PYONGYANG – Chinese President Xi Jinping visited North Korea to reinforce economic and cultural ties with leader Kim Jong-un, marking the Chinese leader’s first foreign trip of the year.
The visit signals a strategic recalibration for Pyongyang, which has recently deepened military cooperation with Russia, including the deployment of thousands of troops to support Moscow’s war against Ukraine.
Analysts suggest the meeting indicates that Kim Jong-un is successfully navigating a competition for influence between Beijing and Moscow to secure his international position.
Diplomatic Sequencing and Regional Ties
The trip follows a period of high-level diplomacy for the Chinese leader, who hosted back-to-back meetings with U.S. President Donald Trump and Russian President Vladimir Putin less than a month prior. In Beijing’s choreography, the Pyongyang stop is being read by regional diplomats as an effort to signal that China remains the primary external guarantor of North Korea’s political and economic survival.
Relations between China and North Korea had previously cooled. The border between the two nations remained sealed during the Covid-19 pandemic, a period during which Pyongyang significantly strengthened its military relationship with Russia. Trade flows and cross-border labor, long a lifeline for the North Korean economy, dropped sharply, exposing the limits of the relationship when Beijing prioritizes its own public-health and sanctions-compliance considerations.
The recent visit, which included a state banquet hosted by Kim Jong-un, serves to stabilize the long-standing economic and cultural links that define the China-North Korea partnership. Symbolic gestures – including a wreath-laying at the Sino-Korean Friendship Tower honoring Chinese troops who fought in the 1950-53 Korean War – were aimed at underscoring the historical framing of the relationship as “sealed in blood” rather than a purely transactional alliance.
The Beijing-Moscow Influence Dynamic
Pyongyang’s current geopolitical strategy appears to leverage the interests of its two primary allies. While Moscow has emerged as an increasingly important military partner amid the war in Ukraine, Beijing still controls the bulk of North Korea’s licit trade and de facto access to the global financial system, giving China enduring structural leverage over its neighbor.
Patricia Kim, a senior fellow at the Washington-based Brookings Institution, stated that North Korea is currently benefiting from an “implicit rivalry” for influence between Beijing and Moscow.
According to Kim, this dynamic has positioned Pyongyang as the “biggest winner” in the region.
“The fact that neither Beijing nor Moscow is pressuring Pyongyang to return to the negotiating table or to commit to denuclearisation is a big strategic win for Kim Jong-un,” she said.
That absence of coordinated pressure comes despite the fact that North Korea’s nuclear and missile programs remain in direct violation of multiple legally binding United Nations Security Council resolutions, which China and Russia themselves voted for or did not veto in earlier phases of the crisis.
Strategic Implications for Denuclearization
The lack of pressure from China and Russia regarding North Korea’s nuclear program marks a departure from previous international diplomatic efforts to force Pyongyang back into negotiations. Earlier rounds of talks – including the now-stalled six-party talks framework – relied on at least some alignment among the major powers that North Korea should eventually curb or dismantle its arsenal.
The current alignment provides Kim Jong-un with several strategic advantages:
- Increased international standing through high-level validation from the Chinese presidency, including protocol normally reserved for treaty allies.
- Economic stability via reinforced ties with Beijing, which remains North Korea’s dominant trading partner and the key gatekeeper for any future sanctions relief or humanitarian exemptions.
- Military support and cooperation through the partnership with Moscow, which Western officials say has already involved large-scale transfers of artillery shells and ballistic missiles in exchange for Russian technical and political backing.
The reinforcement of these ties occurs as North Korea continues its military involvement in the conflict in Ukraine, in defiance of the global arms-transfer restrictions set out in the UN sanctions regime. For policymakers in Washington, Seoul and Tokyo, the optics of Xi’s visit underscore the challenge of sustaining a coherent international front on denuclearization at a time when the world’s major powers are themselves sharply divided.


REQUIRED ACTION:
Give the data below again exactly as written, but without the pictures.

------------------------------------------------------------------------

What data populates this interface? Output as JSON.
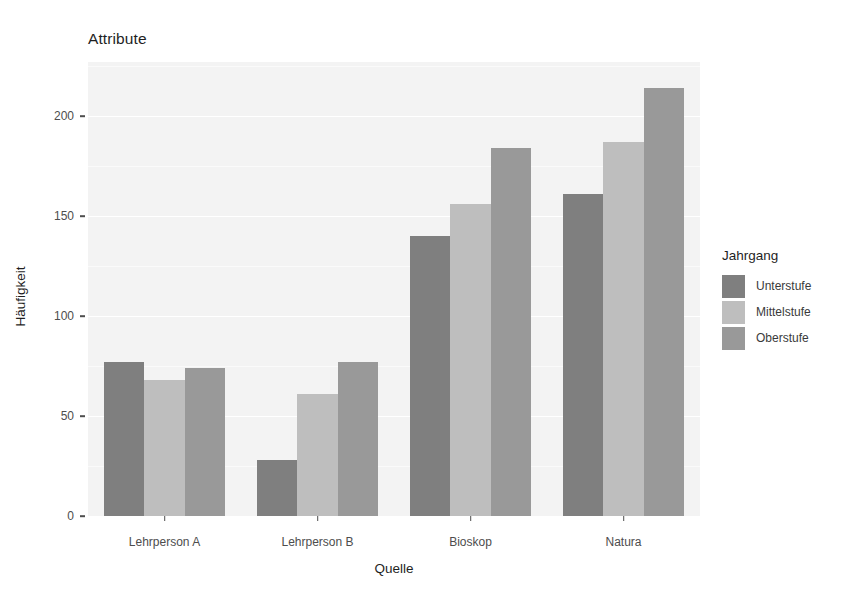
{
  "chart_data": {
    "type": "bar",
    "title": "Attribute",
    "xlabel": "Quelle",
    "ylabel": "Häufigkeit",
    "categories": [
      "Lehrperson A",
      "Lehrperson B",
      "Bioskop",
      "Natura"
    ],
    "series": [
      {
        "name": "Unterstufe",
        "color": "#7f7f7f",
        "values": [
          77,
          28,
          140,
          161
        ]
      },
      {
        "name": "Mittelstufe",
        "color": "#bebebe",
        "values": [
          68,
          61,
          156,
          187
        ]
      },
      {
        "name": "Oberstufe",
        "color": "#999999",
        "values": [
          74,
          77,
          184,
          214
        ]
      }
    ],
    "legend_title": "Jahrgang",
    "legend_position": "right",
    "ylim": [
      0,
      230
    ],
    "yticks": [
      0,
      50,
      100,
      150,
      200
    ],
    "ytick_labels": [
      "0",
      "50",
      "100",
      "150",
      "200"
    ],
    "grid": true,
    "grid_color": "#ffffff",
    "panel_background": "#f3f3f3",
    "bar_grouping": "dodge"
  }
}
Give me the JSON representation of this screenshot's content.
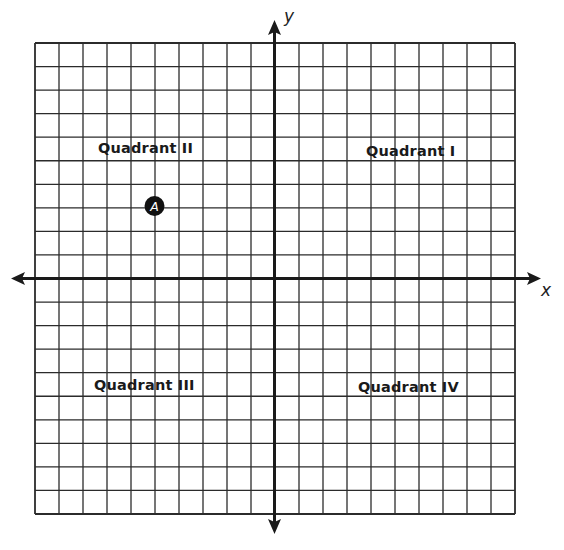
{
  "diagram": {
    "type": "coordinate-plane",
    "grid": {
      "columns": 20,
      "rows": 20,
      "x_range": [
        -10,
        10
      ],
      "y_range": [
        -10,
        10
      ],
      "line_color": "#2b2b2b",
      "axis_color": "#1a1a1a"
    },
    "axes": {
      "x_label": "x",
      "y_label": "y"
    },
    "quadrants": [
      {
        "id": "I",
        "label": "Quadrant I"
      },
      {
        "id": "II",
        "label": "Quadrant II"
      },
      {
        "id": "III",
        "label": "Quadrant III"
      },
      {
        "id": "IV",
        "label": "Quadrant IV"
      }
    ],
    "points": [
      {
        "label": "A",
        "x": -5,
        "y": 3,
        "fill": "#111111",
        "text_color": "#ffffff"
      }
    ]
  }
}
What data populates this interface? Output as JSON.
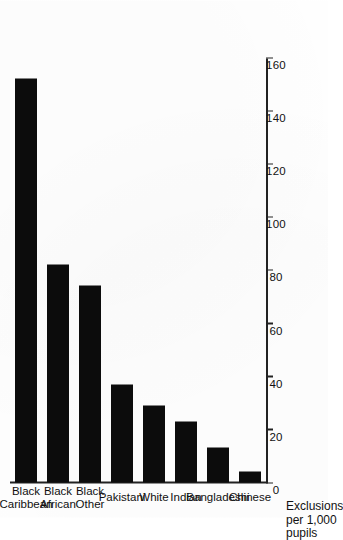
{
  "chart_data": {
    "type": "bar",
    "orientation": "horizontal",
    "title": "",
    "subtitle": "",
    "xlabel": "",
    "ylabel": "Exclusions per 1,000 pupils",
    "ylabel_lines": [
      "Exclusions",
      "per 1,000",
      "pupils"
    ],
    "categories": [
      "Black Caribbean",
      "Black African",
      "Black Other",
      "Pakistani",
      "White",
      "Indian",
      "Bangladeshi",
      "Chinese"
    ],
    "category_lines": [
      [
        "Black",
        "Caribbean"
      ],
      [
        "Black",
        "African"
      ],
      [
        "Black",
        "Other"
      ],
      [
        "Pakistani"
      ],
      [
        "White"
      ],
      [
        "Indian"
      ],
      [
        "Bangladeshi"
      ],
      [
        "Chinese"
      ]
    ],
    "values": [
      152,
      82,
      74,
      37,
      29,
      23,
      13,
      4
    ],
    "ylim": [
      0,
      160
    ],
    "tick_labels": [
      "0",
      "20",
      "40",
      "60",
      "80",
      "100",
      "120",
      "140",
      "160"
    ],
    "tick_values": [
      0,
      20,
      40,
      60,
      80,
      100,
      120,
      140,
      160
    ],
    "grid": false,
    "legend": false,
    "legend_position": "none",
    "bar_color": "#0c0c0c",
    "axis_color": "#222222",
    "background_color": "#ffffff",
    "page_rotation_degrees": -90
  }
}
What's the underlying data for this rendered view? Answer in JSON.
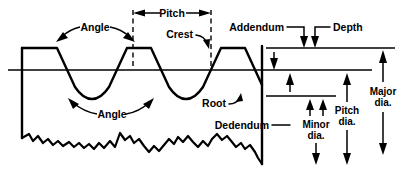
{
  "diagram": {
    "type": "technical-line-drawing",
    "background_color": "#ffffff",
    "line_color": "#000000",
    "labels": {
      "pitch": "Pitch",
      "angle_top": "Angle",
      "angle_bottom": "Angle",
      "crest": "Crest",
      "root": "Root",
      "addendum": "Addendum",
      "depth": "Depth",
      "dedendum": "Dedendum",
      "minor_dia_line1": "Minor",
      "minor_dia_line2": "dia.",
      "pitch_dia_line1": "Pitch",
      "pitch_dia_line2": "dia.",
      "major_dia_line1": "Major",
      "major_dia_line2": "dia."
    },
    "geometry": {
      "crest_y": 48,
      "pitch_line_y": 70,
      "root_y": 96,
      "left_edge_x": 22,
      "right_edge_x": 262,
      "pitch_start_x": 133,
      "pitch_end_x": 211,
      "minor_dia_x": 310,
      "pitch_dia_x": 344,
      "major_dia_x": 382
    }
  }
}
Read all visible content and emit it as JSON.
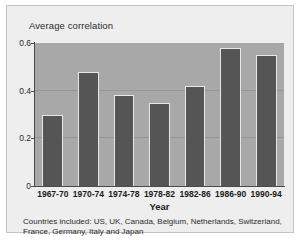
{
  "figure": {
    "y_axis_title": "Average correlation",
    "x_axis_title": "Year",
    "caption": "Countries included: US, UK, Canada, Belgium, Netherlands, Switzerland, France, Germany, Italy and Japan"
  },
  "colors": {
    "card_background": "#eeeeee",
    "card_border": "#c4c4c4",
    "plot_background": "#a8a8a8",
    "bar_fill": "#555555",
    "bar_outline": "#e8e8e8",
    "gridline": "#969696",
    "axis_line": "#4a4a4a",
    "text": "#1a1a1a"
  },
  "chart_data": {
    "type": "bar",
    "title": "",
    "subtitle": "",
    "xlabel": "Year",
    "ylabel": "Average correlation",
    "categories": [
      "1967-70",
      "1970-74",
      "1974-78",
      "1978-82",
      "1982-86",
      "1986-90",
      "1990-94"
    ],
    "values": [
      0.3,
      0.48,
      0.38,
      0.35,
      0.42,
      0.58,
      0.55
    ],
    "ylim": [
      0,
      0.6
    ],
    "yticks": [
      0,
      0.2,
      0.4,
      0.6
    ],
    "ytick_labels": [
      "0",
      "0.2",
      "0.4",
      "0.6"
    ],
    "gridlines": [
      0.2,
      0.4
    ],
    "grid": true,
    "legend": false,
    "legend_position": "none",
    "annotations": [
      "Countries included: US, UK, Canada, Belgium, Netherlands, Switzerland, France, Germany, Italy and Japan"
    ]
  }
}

------------------------------------------------------------------------

PROBLEM SOLUTION:
What data populates this interface? Output as JSON.
{
  "chart_data": {
    "type": "bar",
    "title": "Attribute",
    "xlabel": "Quelle",
    "ylabel": "Häufigkeit",
    "categories": [
      "Lehrperson A",
      "Lehrperson B",
      "Bioskop",
      "Natura"
    ],
    "series": [
      {
        "name": "Unterstufe",
        "color": "#7f7f7f",
        "values": [
          77,
          28,
          140,
          161
        ]
      },
      {
        "name": "Mittelstufe",
        "color": "#bebebe",
        "values": [
          68,
          61,
          156,
          187
        ]
      },
      {
        "name": "Oberstufe",
        "color": "#999999",
        "values": [
          74,
          77,
          184,
          214
        ]
      }
    ],
    "legend_title": "Jahrgang",
    "legend_position": "right",
    "ylim": [
      0,
      230
    ],
    "yticks": [
      0,
      50,
      100,
      150,
      200
    ],
    "ytick_labels": [
      "0",
      "50",
      "100",
      "150",
      "200"
    ],
    "grid": true,
    "grid_color": "#ffffff",
    "panel_background": "#f3f3f3",
    "bar_grouping": "dodge"
  }
}
Give me the JSON representation of this screenshot's content.
{
  "diagram": {
    "type": "coordinate-plane",
    "grid": {
      "columns": 20,
      "rows": 20,
      "x_range": [
        -10,
        10
      ],
      "y_range": [
        -10,
        10
      ],
      "line_color": "#2b2b2b",
      "axis_color": "#1a1a1a"
    },
    "axes": {
      "x_label": "x",
      "y_label": "y"
    },
    "quadrants": [
      {
        "id": "I",
        "label": "Quadrant I"
      },
      {
        "id": "II",
        "label": "Quadrant II"
      },
      {
        "id": "III",
        "label": "Quadrant III"
      },
      {
        "id": "IV",
        "label": "Quadrant IV"
      }
    ],
    "points": [
      {
        "label": "A",
        "x": -5,
        "y": 3,
        "fill": "#111111",
        "text_color": "#ffffff"
      }
    ]
  }
}
What data populates this interface? Output as JSON.
{
  "chart_data": {
    "type": "bar",
    "orientation": "horizontal",
    "title": "",
    "subtitle": "",
    "xlabel": "",
    "ylabel": "Exclusions per 1,000 pupils",
    "ylabel_lines": [
      "Exclusions",
      "per 1,000",
      "pupils"
    ],
    "categories": [
      "Black Caribbean",
      "Black African",
      "Black Other",
      "Pakistani",
      "White",
      "Indian",
      "Bangladeshi",
      "Chinese"
    ],
    "category_lines": [
      [
        "Black",
        "Caribbean"
      ],
      [
        "Black",
        "African"
      ],
      [
        "Black",
        "Other"
      ],
      [
        "Pakistani"
      ],
      [
        "White"
      ],
      [
        "Indian"
      ],
      [
        "Bangladeshi"
      ],
      [
        "Chinese"
      ]
    ],
    "values": [
      152,
      82,
      74,
      37,
      29,
      23,
      13,
      4
    ],
    "ylim": [
      0,
      160
    ],
    "tick_labels": [
      "0",
      "20",
      "40",
      "60",
      "80",
      "100",
      "120",
      "140",
      "160"
    ],
    "tick_values": [
      0,
      20,
      40,
      60,
      80,
      100,
      120,
      140,
      160
    ],
    "grid": false,
    "legend": false,
    "legend_position": "none",
    "bar_color": "#0c0c0c",
    "axis_color": "#222222",
    "background_color": "#ffffff",
    "page_rotation_degrees": -90
  }
}
What's the underlying data for this rendered view? Answer in JSON.
{
  "diagram": {
    "type": "technical-line-drawing",
    "background_color": "#ffffff",
    "line_color": "#000000",
    "labels": {
      "pitch": "Pitch",
      "angle_top": "Angle",
      "angle_bottom": "Angle",
      "crest": "Crest",
      "root": "Root",
      "addendum": "Addendum",
      "depth": "Depth",
      "dedendum": "Dedendum",
      "minor_dia_line1": "Minor",
      "minor_dia_line2": "dia.",
      "pitch_dia_line1": "Pitch",
      "pitch_dia_line2": "dia.",
      "major_dia_line1": "Major",
      "major_dia_line2": "dia."
    },
    "geometry": {
      "crest_y": 48,
      "pitch_line_y": 70,
      "root_y": 96,
      "left_edge_x": 22,
      "right_edge_x": 262,
      "pitch_start_x": 133,
      "pitch_end_x": 211,
      "minor_dia_x": 310,
      "pitch_dia_x": 344,
      "major_dia_x": 382
    }
  }
}
Read all visible content and emit it as JSON.
{
  "figure": {
    "y_axis_title": "Average correlation",
    "x_axis_title": "Year",
    "caption": "Countries included: US, UK, Canada, Belgium, Netherlands, Switzerland, France, Germany, Italy and Japan"
  },
  "colors": {
    "card_background": "#eeeeee",
    "card_border": "#c4c4c4",
    "plot_background": "#a8a8a8",
    "bar_fill": "#555555",
    "bar_outline": "#e8e8e8",
    "gridline": "#969696",
    "axis_line": "#4a4a4a",
    "text": "#1a1a1a"
  },
  "chart_data": {
    "type": "bar",
    "title": "",
    "subtitle": "",
    "xlabel": "Year",
    "ylabel": "Average correlation",
    "categories": [
      "1967-70",
      "1970-74",
      "1974-78",
      "1978-82",
      "1982-86",
      "1986-90",
      "1990-94"
    ],
    "values": [
      0.3,
      0.48,
      0.38,
      0.35,
      0.42,
      0.58,
      0.55
    ],
    "ylim": [
      0,
      0.6
    ],
    "yticks": [
      0,
      0.2,
      0.4,
      0.6
    ],
    "ytick_labels": [
      "0",
      "0.2",
      "0.4",
      "0.6"
    ],
    "gridlines": [
      0.2,
      0.4
    ],
    "grid": true,
    "legend": false,
    "legend_position": "none",
    "annotations": [
      "Countries included: US, UK, Canada, Belgium, Netherlands, Switzerland, France, Germany, Italy and Japan"
    ]
  }
}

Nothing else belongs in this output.